- _EXERCISE DETAILS_
Although the records contain pictures, only their text should be set down, exactly as written.

- _MATERIAL FOR THIS EXERCISE_
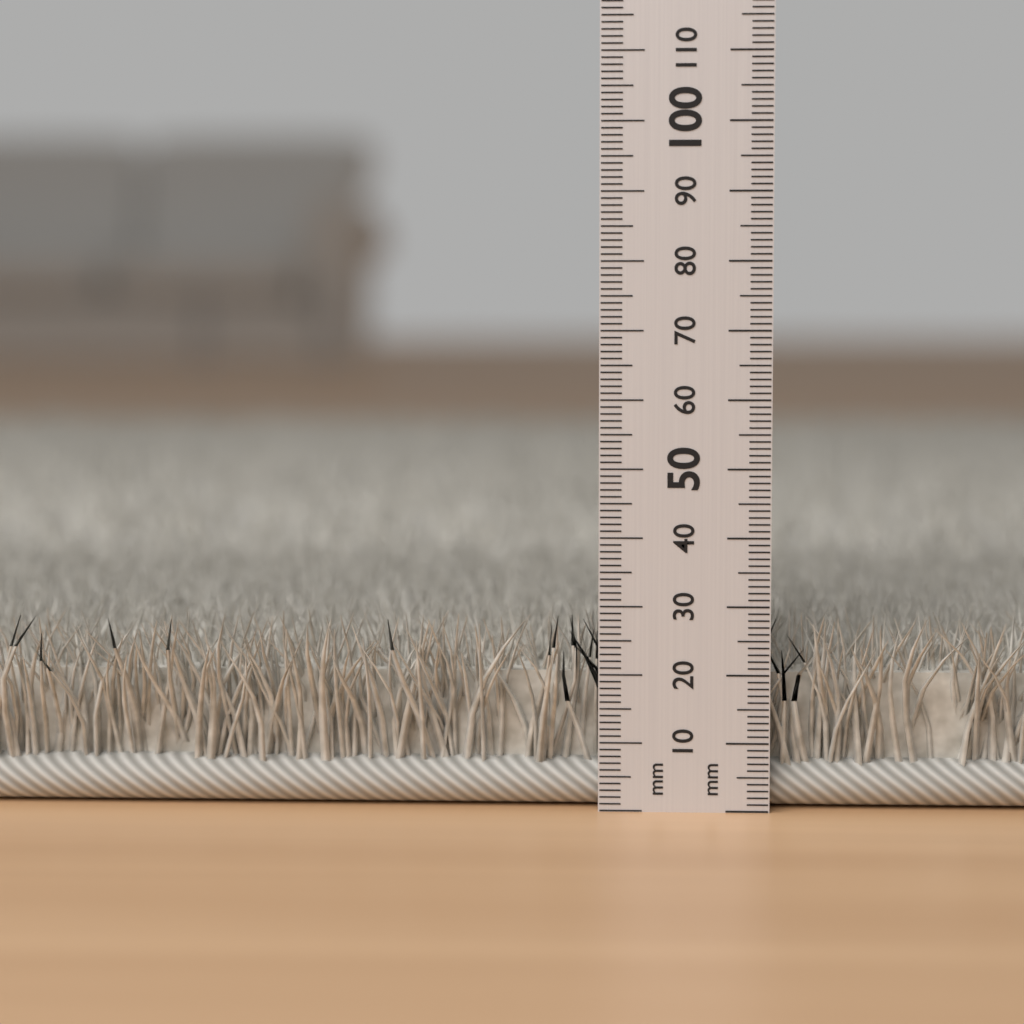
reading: 29 mm
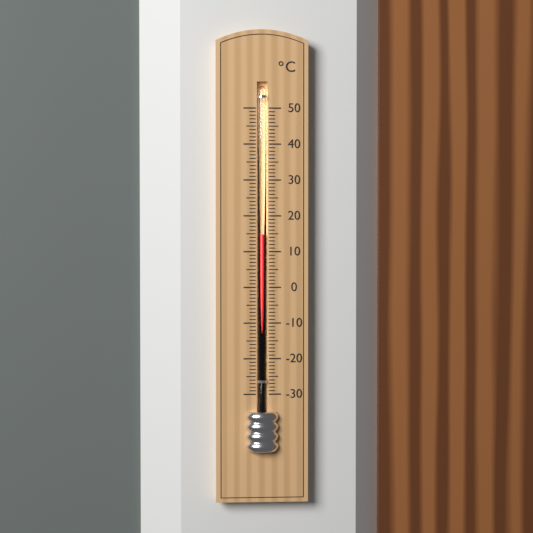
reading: 15 °C
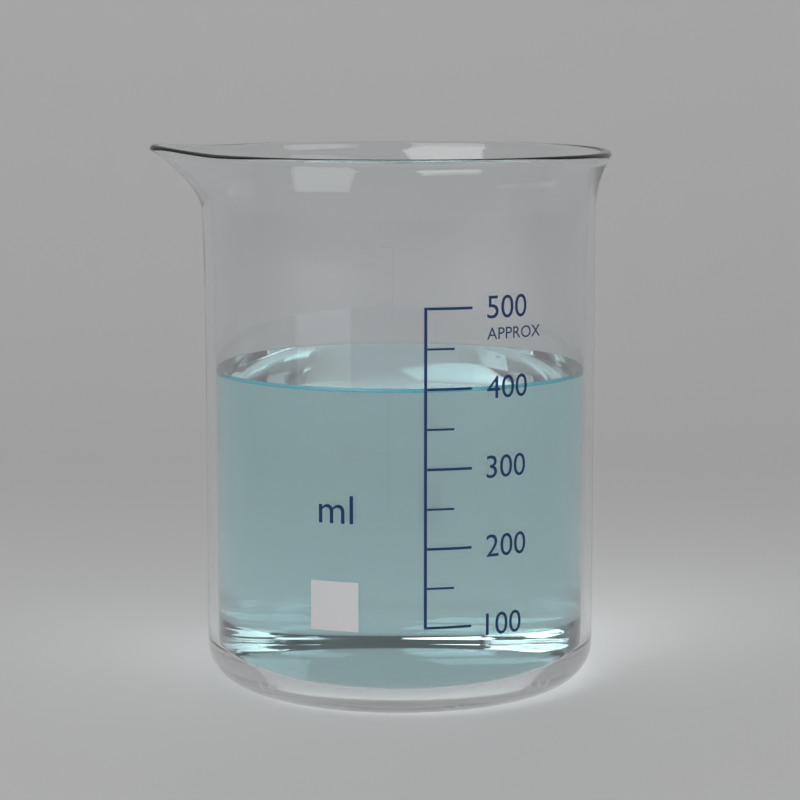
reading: 400 ml
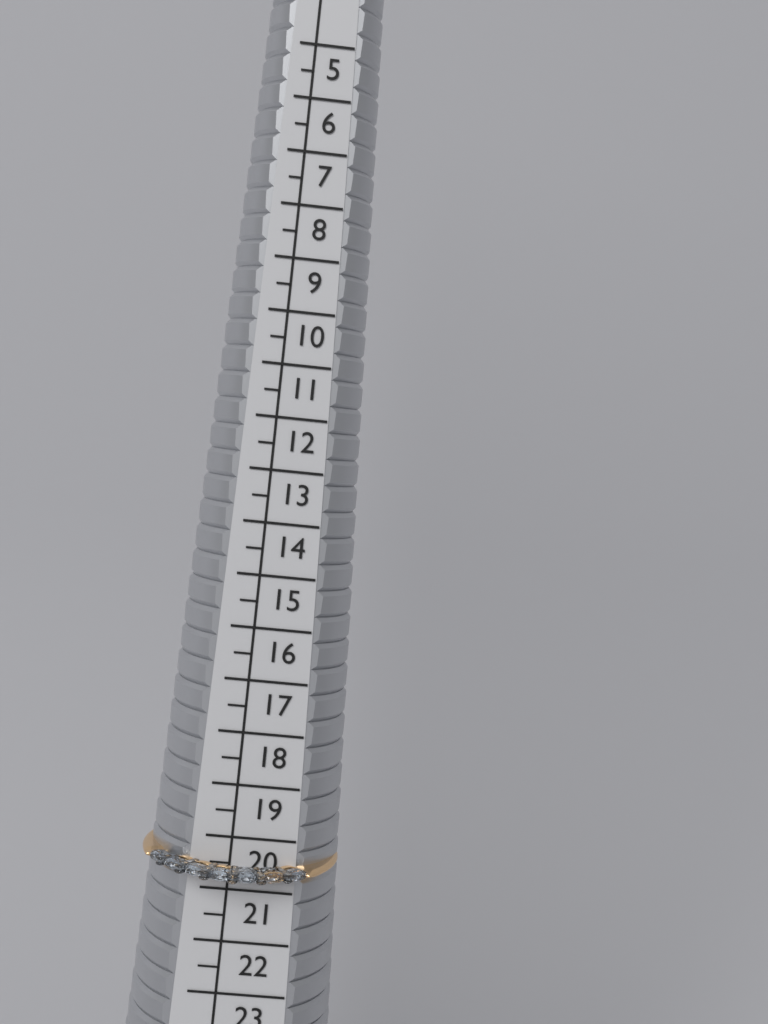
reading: 21.0 (no unit)
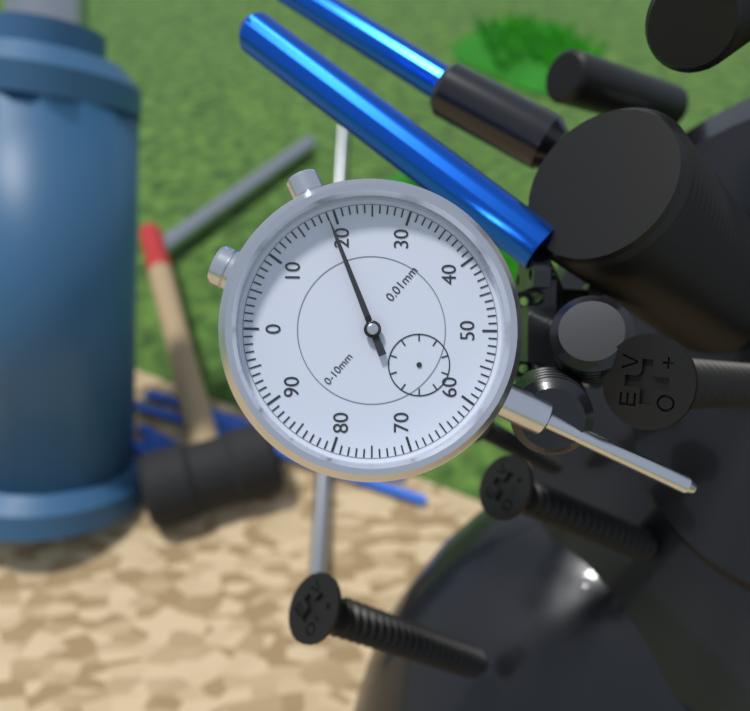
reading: 0.19 mm
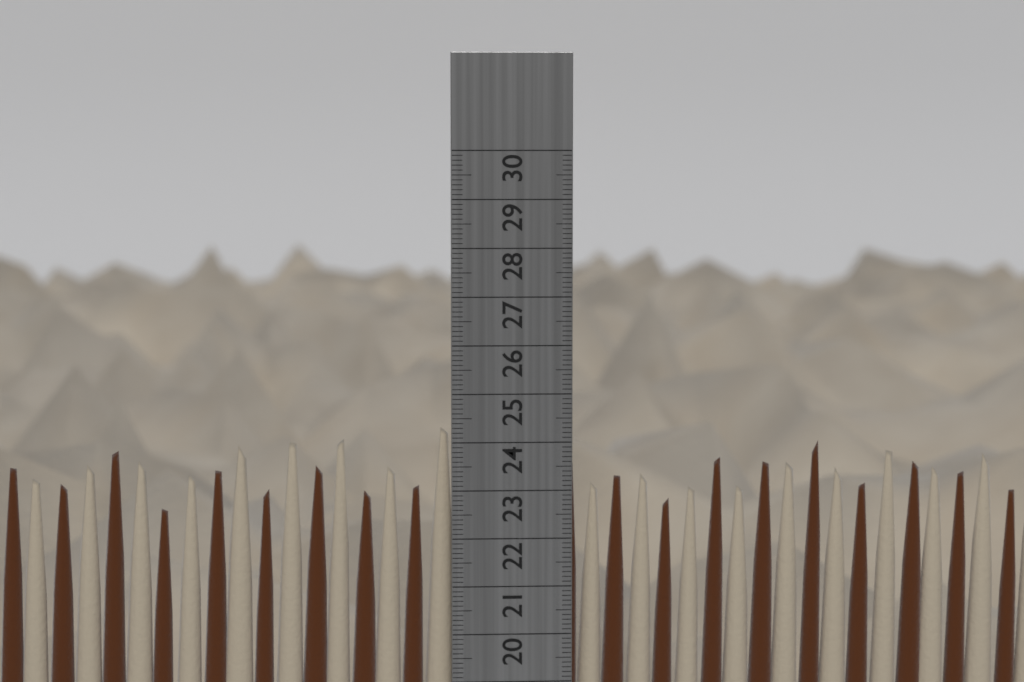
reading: 24.4 cm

- _TASK RESPONSE_
reading: 29 mm
reading: 15 °C
reading: 400 ml
reading: 21.0 (no unit)
reading: 0.19 mm
reading: 24.4 cm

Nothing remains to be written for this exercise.